From 1965, British embassies around the world were instructed to avoid all reference to "permanent inhabitants" in the Chagos. The islanders, wrote one official, were to be "converted" to a "floating population" who would vanish under a policy of "quiet disregard". In 1968, foreign secretary Stewart wrote that "by any stretch of the English language, there was an indigenous population, and the Foreign Office knew it". Yet, on April 21, 1969, in a secret minute to Harold Wilson, Stewart proposed that the government lie to the United Nations "by present[ing] any move as a change of employment for contract workers . . . rather than as a population resettlement". Five days later, Wilson gave his approval, which was copied to senior members of the cabinet.

A Foreign Office memo recommended: "Should a member [of the House of Commons] ask about what should happen to these contract labourers in the event of a base being set up on the island, we hope that this can be brushed aside as a hypothetical question."

In 2000, following an epic struggle from the depths of their dislocation and poverty, the "unsophisticated" islanders won a landmark victory in the High Court, which ruled their expulsion illegal. The British Labour government has since prevented them from going home with a filibuster of nonsense about the island's "sinking" — perhaps under the weight of the thousands of US service personnel and their bars, barbecues and bombers in an environment that the US navy describes as "outstanding".

According to the Washington Post, there is a Guantanamo Bay-type "facility" on Diego Garcia.
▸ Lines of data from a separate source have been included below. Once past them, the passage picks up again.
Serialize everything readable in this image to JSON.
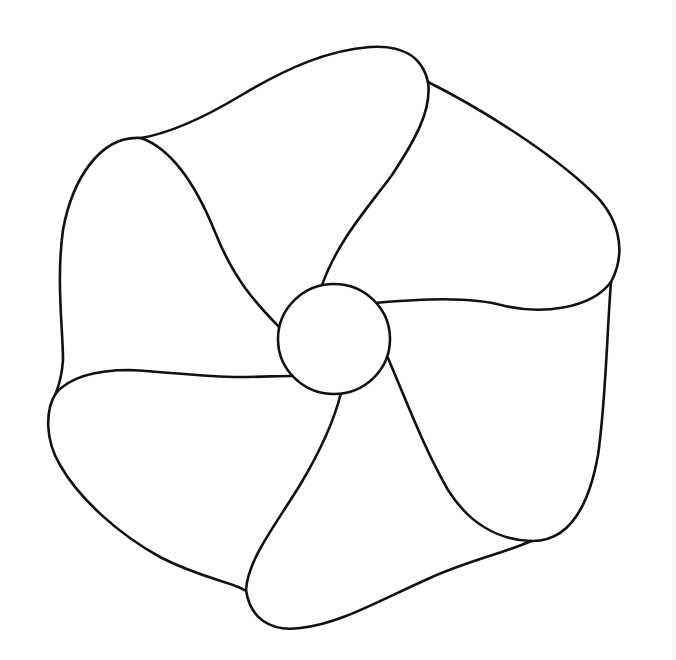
{
  "drawing": {
    "subject": "pinwheel line art",
    "background_color": "#ffffff",
    "line_color": "#111111",
    "blade_count": 6,
    "hub": {
      "cx": 334,
      "cy": 339,
      "rx": 56,
      "ry": 55
    },
    "blades": [
      {
        "name": "top",
        "outer_corner": [
          428,
          82
        ]
      },
      {
        "name": "upper-left",
        "outer_corner": [
          141,
          138
        ]
      },
      {
        "name": "left",
        "outer_corner": [
          56,
          393
        ]
      },
      {
        "name": "bottom",
        "outer_corner": [
          244,
          590
        ]
      },
      {
        "name": "lower-right",
        "outer_corner": [
          531,
          541
        ]
      },
      {
        "name": "upper-right",
        "outer_corner": [
          611,
          282
        ]
      }
    ]
  },
  "caption": ""
}
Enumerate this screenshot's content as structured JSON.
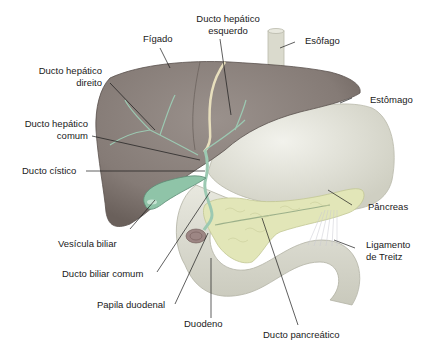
{
  "diagram": {
    "colors": {
      "liver": "#8a807b",
      "liver_dark": "#6c625e",
      "bile_duct": "#9cc9b2",
      "gallbladder": "#8fc4a8",
      "stomach": "#e6e6dc",
      "pancreas": "#e2e6b8",
      "esophagus": "#dcdcd0",
      "hepatic_duct_left": "#e8dfbd"
    },
    "labels": {
      "figado": "Fígado",
      "ducto_hepatico_esquerdo_1": "Ducto hepático",
      "ducto_hepatico_esquerdo_2": "esquerdo",
      "esofago": "Esôfago",
      "ducto_hepatico_direito_1": "Ducto hepático",
      "ducto_hepatico_direito_2": "direito",
      "estomago": "Estômago",
      "ducto_hepatico_comum_1": "Ducto hepático",
      "ducto_hepatico_comum_2": "comum",
      "ducto_cistico": "Ducto cístico",
      "pancreas": "Pâncreas",
      "vesicula_biliar": "Vesícula biliar",
      "ligamento_treitz_1": "Ligamento",
      "ligamento_treitz_2": "de Treitz",
      "ducto_biliar_comum": "Ducto biliar comum",
      "papila_duodenal": "Papila duodenal",
      "duodeno": "Duodeno",
      "ducto_pancreatico": "Ducto pancreático"
    }
  }
}
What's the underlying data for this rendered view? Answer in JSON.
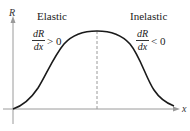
{
  "figure": {
    "y_axis_label": "R",
    "x_axis_label": "x",
    "left_region": {
      "title": "Elastic",
      "derivative_numerator": "dR",
      "derivative_denominator": "dx",
      "relation": "> 0"
    },
    "right_region": {
      "title": "Inelastic",
      "derivative_numerator": "dR",
      "derivative_denominator": "dx",
      "relation": "< 0"
    },
    "colors": {
      "curve": "#1a1a1a",
      "axes": "#9a9a9a",
      "dashed_line": "#9a9a9a"
    }
  }
}
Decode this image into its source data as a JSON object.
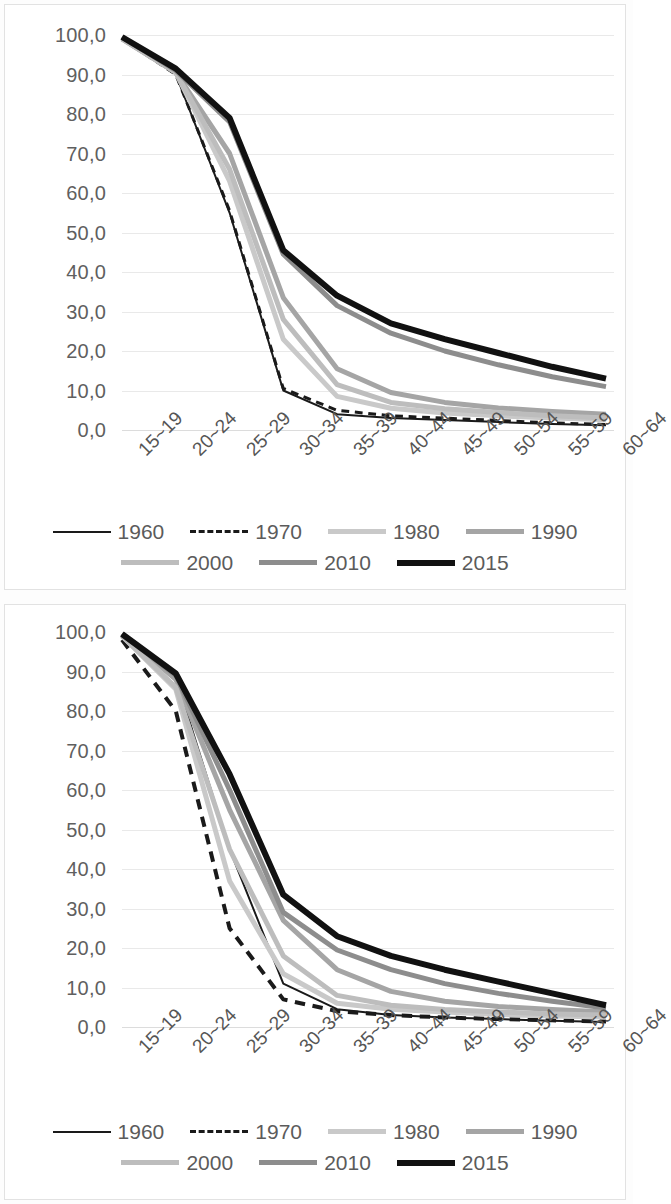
{
  "page": {
    "background": "#ffffff",
    "axis_text_color": "#5f5f5f",
    "gridline_color": "#e9e9e9"
  },
  "axis": {
    "y_ticks": [
      "100,0",
      "90,0",
      "80,0",
      "70,0",
      "60,0",
      "50,0",
      "40,0",
      "30,0",
      "20,0",
      "10,0",
      "0,0"
    ],
    "x_ticks": [
      "15~19",
      "20~24",
      "25~29",
      "30~34",
      "35~39",
      "40~44",
      "45~49",
      "50~54",
      "55~59",
      "60~64"
    ]
  },
  "legend": {
    "rows": [
      [
        {
          "label": "1960",
          "color": "#1a1a1a",
          "width": 2,
          "dash": "none"
        },
        {
          "label": "1970",
          "color": "#1a1a1a",
          "width": 3,
          "dash": "dashed"
        },
        {
          "label": "1980",
          "color": "#c9c9c9",
          "width": 5,
          "dash": "none"
        },
        {
          "label": "1990",
          "color": "#a5a5a5",
          "width": 5,
          "dash": "none"
        }
      ],
      [
        {
          "label": "2000",
          "color": "#bdbdbd",
          "width": 5,
          "dash": "none"
        },
        {
          "label": "2010",
          "color": "#8d8d8d",
          "width": 5,
          "dash": "none"
        },
        {
          "label": "2015",
          "color": "#111111",
          "width": 6,
          "dash": "none"
        }
      ]
    ]
  },
  "chart_data": [
    {
      "type": "line",
      "title": "",
      "xlabel": "",
      "ylabel": "",
      "ylim": [
        0,
        100
      ],
      "ytick_step": 10,
      "grid": true,
      "legend_position": "bottom",
      "categories": [
        "15~19",
        "20~24",
        "25~29",
        "30~34",
        "35~39",
        "40~44",
        "45~49",
        "50~54",
        "55~59",
        "60~64"
      ],
      "series": [
        {
          "name": "1960",
          "color": "#1a1a1a",
          "width": 2,
          "dash": "none",
          "values": [
            99.0,
            90.0,
            55.0,
            10.0,
            4.0,
            3.0,
            2.5,
            2.0,
            1.5,
            1.2
          ]
        },
        {
          "name": "1970",
          "color": "#1a1a1a",
          "width": 3,
          "dash": "dashed",
          "values": [
            99.0,
            90.0,
            55.5,
            10.5,
            5.0,
            3.6,
            3.0,
            2.4,
            1.8,
            1.4
          ]
        },
        {
          "name": "1980",
          "color": "#c9c9c9",
          "width": 5,
          "dash": "none",
          "values": [
            99.0,
            90.5,
            63.0,
            23.0,
            8.5,
            5.5,
            4.3,
            3.6,
            3.0,
            2.6
          ]
        },
        {
          "name": "1990",
          "color": "#a5a5a5",
          "width": 5,
          "dash": "none",
          "values": [
            99.0,
            90.5,
            70.0,
            33.5,
            15.5,
            9.5,
            7.0,
            5.6,
            4.7,
            4.0
          ]
        },
        {
          "name": "2000",
          "color": "#bdbdbd",
          "width": 5,
          "dash": "none",
          "values": [
            99.0,
            90.5,
            66.0,
            28.0,
            11.5,
            7.0,
            5.4,
            4.4,
            3.6,
            3.0
          ]
        },
        {
          "name": "2010",
          "color": "#8d8d8d",
          "width": 5,
          "dash": "none",
          "values": [
            99.5,
            91.0,
            78.0,
            44.5,
            31.5,
            24.5,
            20.0,
            16.5,
            13.5,
            11.0
          ]
        },
        {
          "name": "2015",
          "color": "#111111",
          "width": 6,
          "dash": "none",
          "values": [
            99.5,
            91.5,
            79.0,
            45.5,
            34.0,
            27.0,
            23.0,
            19.5,
            16.0,
            13.0
          ]
        }
      ]
    },
    {
      "type": "line",
      "title": "",
      "xlabel": "",
      "ylabel": "",
      "ylim": [
        0,
        100
      ],
      "ytick_step": 10,
      "grid": true,
      "legend_position": "bottom",
      "categories": [
        "15~19",
        "20~24",
        "25~29",
        "30~34",
        "35~39",
        "40~44",
        "45~49",
        "50~54",
        "55~59",
        "60~64"
      ],
      "series": [
        {
          "name": "1960",
          "color": "#1a1a1a",
          "width": 2,
          "dash": "none",
          "values": [
            99.5,
            88.5,
            45.0,
            11.0,
            4.5,
            3.0,
            2.4,
            2.0,
            1.6,
            1.3
          ]
        },
        {
          "name": "1970",
          "color": "#1a1a1a",
          "width": 4,
          "dash": "dashed",
          "values": [
            98.0,
            80.0,
            25.0,
            7.0,
            4.0,
            3.0,
            2.4,
            2.0,
            1.7,
            1.4
          ]
        },
        {
          "name": "1980",
          "color": "#c9c9c9",
          "width": 5,
          "dash": "none",
          "values": [
            99.0,
            85.5,
            37.0,
            13.5,
            6.0,
            4.5,
            3.8,
            3.2,
            2.8,
            2.5
          ]
        },
        {
          "name": "1990",
          "color": "#a5a5a5",
          "width": 5,
          "dash": "none",
          "values": [
            99.5,
            88.0,
            55.0,
            27.0,
            14.5,
            9.0,
            6.5,
            5.2,
            4.4,
            3.8
          ]
        },
        {
          "name": "2000",
          "color": "#bdbdbd",
          "width": 5,
          "dash": "none",
          "values": [
            99.0,
            86.0,
            45.0,
            18.0,
            8.0,
            5.5,
            4.4,
            3.8,
            3.3,
            3.0
          ]
        },
        {
          "name": "2010",
          "color": "#8d8d8d",
          "width": 5,
          "dash": "none",
          "values": [
            99.5,
            89.0,
            60.0,
            29.0,
            19.5,
            14.5,
            11.0,
            8.5,
            6.5,
            4.8
          ]
        },
        {
          "name": "2015",
          "color": "#111111",
          "width": 6,
          "dash": "none",
          "values": [
            99.5,
            89.5,
            64.0,
            33.5,
            23.0,
            18.0,
            14.5,
            11.5,
            8.5,
            5.5
          ]
        }
      ]
    }
  ]
}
The Blair government has denied this. The author of the Post investigation said: "What we have from our sources is that some al Qaeda suspects are indeed being held and questioned at Diego Garcia. The British government could go some way to clearing this up by permitting an unrestricted visit." Along with the population, human rights groups and journalists are banned from the island.

On June 10, election day for local authorities and the European Parliament, a politician called Bill Rammell, now a junior Foreign Office minister, slipped a written statement in to the Commons announcing that the Queen had approved an "order in council" banning the Chagos islanders from ever going home. This was the same archaic royal prerogative, or decree, used to deport them more than 30 years ago. In August, Rammell told me that "the British taxpayer" cannot possibly find the few million pounds that would fund the return of the islanders. Instead, the British taxpayer pays for a lavish British diplomatic presence in Mauritius, just a few streets away from the slums of the Chagos islanders. I asked him if he felt any shame for the actions of his government. No, he replied, unsurprisingly.
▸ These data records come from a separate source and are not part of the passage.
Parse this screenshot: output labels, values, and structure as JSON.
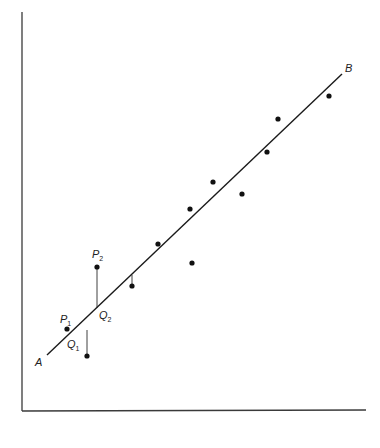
{
  "diagram": {
    "type": "scatter-with-regression-line",
    "axes": {
      "origin": [
        22,
        411
      ],
      "y_top": [
        22,
        12
      ],
      "x_right": [
        366,
        411
      ]
    },
    "line": {
      "start": {
        "label": "A",
        "x": 47,
        "y": 355
      },
      "end": {
        "label": "B",
        "x": 342,
        "y": 74
      }
    },
    "labels": {
      "A": "A",
      "B": "B",
      "P1": {
        "main": "P",
        "sub": "1"
      },
      "P2": {
        "main": "P",
        "sub": "2"
      },
      "Q1": {
        "main": "Q",
        "sub": "1"
      },
      "Q2": {
        "main": "Q",
        "sub": "2"
      }
    },
    "points": [
      {
        "name": "P1",
        "x": 67,
        "y": 329
      },
      {
        "name": "below-Q1",
        "x": 87,
        "y": 356
      },
      {
        "name": "P2",
        "x": 97,
        "y": 267
      },
      {
        "name": "pt-4",
        "x": 132,
        "y": 286
      },
      {
        "name": "pt-5",
        "x": 158,
        "y": 244
      },
      {
        "name": "pt-6",
        "x": 190,
        "y": 209
      },
      {
        "name": "pt-7",
        "x": 192,
        "y": 263
      },
      {
        "name": "pt-8",
        "x": 213,
        "y": 182
      },
      {
        "name": "pt-9",
        "x": 242,
        "y": 194
      },
      {
        "name": "pt-10",
        "x": 267,
        "y": 152
      },
      {
        "name": "pt-11",
        "x": 278,
        "y": 119
      },
      {
        "name": "pt-12",
        "x": 329,
        "y": 96
      }
    ],
    "residual_segments": [
      {
        "name": "Q1-residual",
        "x1": 87,
        "y1": 330,
        "x2": 87,
        "y2": 356
      },
      {
        "name": "P2-Q2-residual",
        "x1": 97,
        "y1": 267,
        "x2": 97,
        "y2": 308
      },
      {
        "name": "pt-4-residual",
        "x1": 132,
        "y1": 275,
        "x2": 132,
        "y2": 286
      }
    ]
  }
}
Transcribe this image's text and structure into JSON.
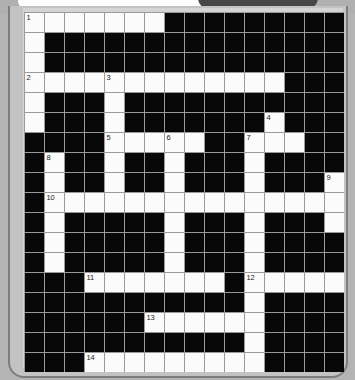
{
  "window": {
    "title": "Crossword Puzzle Grid",
    "tab_light_label": "",
    "tab_dark_label": ""
  },
  "puzzle": {
    "name": "crossword-grid",
    "rows": 18,
    "cols": 16,
    "cell_size_px": 19,
    "colors": {
      "white_cell": "#fbfbfb",
      "black_cell": "#080808",
      "grid_line": "#9a9a9a",
      "page_background": "#b4b4b4",
      "frame_background": "#d4d4d4",
      "frame_border": "#7d7d7d",
      "tab_light": "#fdfdfd",
      "tab_dark": "#474747",
      "number_text": "#222222"
    },
    "clue_numbers": [
      {
        "number": "1",
        "row": 0,
        "col": 0
      },
      {
        "number": "2",
        "row": 3,
        "col": 0
      },
      {
        "number": "3",
        "row": 3,
        "col": 4
      },
      {
        "number": "4",
        "row": 5,
        "col": 12
      },
      {
        "number": "5",
        "row": 6,
        "col": 4
      },
      {
        "number": "6",
        "row": 6,
        "col": 7
      },
      {
        "number": "7",
        "row": 6,
        "col": 11
      },
      {
        "number": "8",
        "row": 7,
        "col": 1
      },
      {
        "number": "9",
        "row": 8,
        "col": 15
      },
      {
        "number": "10",
        "row": 9,
        "col": 1
      },
      {
        "number": "11",
        "row": 13,
        "col": 3
      },
      {
        "number": "12",
        "row": 13,
        "col": 11
      },
      {
        "number": "13",
        "row": 15,
        "col": 6
      },
      {
        "number": "14",
        "row": 17,
        "col": 3
      }
    ],
    "grid": [
      [
        "W",
        "W",
        "W",
        "W",
        "W",
        "W",
        "W",
        "B",
        "B",
        "B",
        "B",
        "B",
        "B",
        "B",
        "B",
        "B"
      ],
      [
        "W",
        "B",
        "B",
        "B",
        "B",
        "B",
        "B",
        "B",
        "B",
        "B",
        "B",
        "B",
        "B",
        "B",
        "B",
        "B"
      ],
      [
        "W",
        "B",
        "B",
        "B",
        "B",
        "B",
        "B",
        "B",
        "B",
        "B",
        "B",
        "B",
        "B",
        "B",
        "B",
        "B"
      ],
      [
        "W",
        "W",
        "W",
        "W",
        "W",
        "W",
        "W",
        "W",
        "W",
        "W",
        "W",
        "W",
        "W",
        "B",
        "B",
        "B"
      ],
      [
        "W",
        "B",
        "B",
        "B",
        "W",
        "B",
        "B",
        "B",
        "B",
        "B",
        "B",
        "B",
        "B",
        "B",
        "B",
        "B"
      ],
      [
        "W",
        "B",
        "B",
        "B",
        "W",
        "B",
        "B",
        "B",
        "B",
        "B",
        "B",
        "B",
        "W",
        "B",
        "B",
        "B"
      ],
      [
        "B",
        "B",
        "B",
        "B",
        "W",
        "W",
        "W",
        "W",
        "W",
        "B",
        "B",
        "W",
        "W",
        "W",
        "B",
        "B"
      ],
      [
        "B",
        "W",
        "B",
        "B",
        "W",
        "B",
        "B",
        "W",
        "B",
        "B",
        "B",
        "W",
        "B",
        "B",
        "B",
        "B"
      ],
      [
        "B",
        "W",
        "B",
        "B",
        "W",
        "B",
        "B",
        "W",
        "B",
        "B",
        "B",
        "W",
        "B",
        "B",
        "B",
        "W"
      ],
      [
        "B",
        "W",
        "W",
        "W",
        "W",
        "W",
        "W",
        "W",
        "W",
        "W",
        "W",
        "W",
        "W",
        "W",
        "W",
        "W"
      ],
      [
        "B",
        "W",
        "B",
        "B",
        "B",
        "B",
        "B",
        "W",
        "B",
        "B",
        "B",
        "W",
        "B",
        "B",
        "B",
        "W"
      ],
      [
        "B",
        "W",
        "B",
        "B",
        "B",
        "B",
        "B",
        "W",
        "B",
        "B",
        "B",
        "W",
        "B",
        "B",
        "B",
        "B"
      ],
      [
        "B",
        "W",
        "B",
        "B",
        "B",
        "B",
        "B",
        "W",
        "B",
        "B",
        "B",
        "W",
        "B",
        "B",
        "B",
        "B"
      ],
      [
        "B",
        "B",
        "B",
        "W",
        "W",
        "W",
        "W",
        "W",
        "W",
        "W",
        "B",
        "W",
        "W",
        "W",
        "W",
        "W"
      ],
      [
        "B",
        "B",
        "B",
        "B",
        "B",
        "B",
        "B",
        "B",
        "B",
        "B",
        "B",
        "W",
        "B",
        "B",
        "B",
        "B"
      ],
      [
        "B",
        "B",
        "B",
        "B",
        "B",
        "B",
        "W",
        "W",
        "W",
        "W",
        "W",
        "W",
        "B",
        "B",
        "B",
        "B"
      ],
      [
        "B",
        "B",
        "B",
        "B",
        "B",
        "B",
        "B",
        "B",
        "B",
        "B",
        "B",
        "W",
        "B",
        "B",
        "B",
        "B"
      ],
      [
        "B",
        "B",
        "B",
        "W",
        "W",
        "W",
        "W",
        "W",
        "W",
        "W",
        "W",
        "W",
        "B",
        "B",
        "B",
        "B"
      ]
    ]
  }
}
On October 7, however, the High Court agreed to a judicial review of Rammell's royal decree; the Foreign Office will need to pull out new tricks to win this one. The islanders and their London lawyer, Richard Gifford, say that, if necessary, they are heading for the European Court of Human Rights. All decent people should support them.

When the islanders came to Britain for the last High Court case, the defence kitty could afford only pretty basic accommodation; some are women in their 70s. If you would like to help, you can give to the Ilois (islanders) Support Trust ( ). For those in Britain, the bank account is National Westminster no 90213319; sort code 60-30-06. Stealing a Nation can be ordered by writing to: Video Library, ITV1, Gas Street, Birmingham B1 2JT.

[This article taken from .]

From Â鶹´«Ã½ Weekly, October 27, 2004.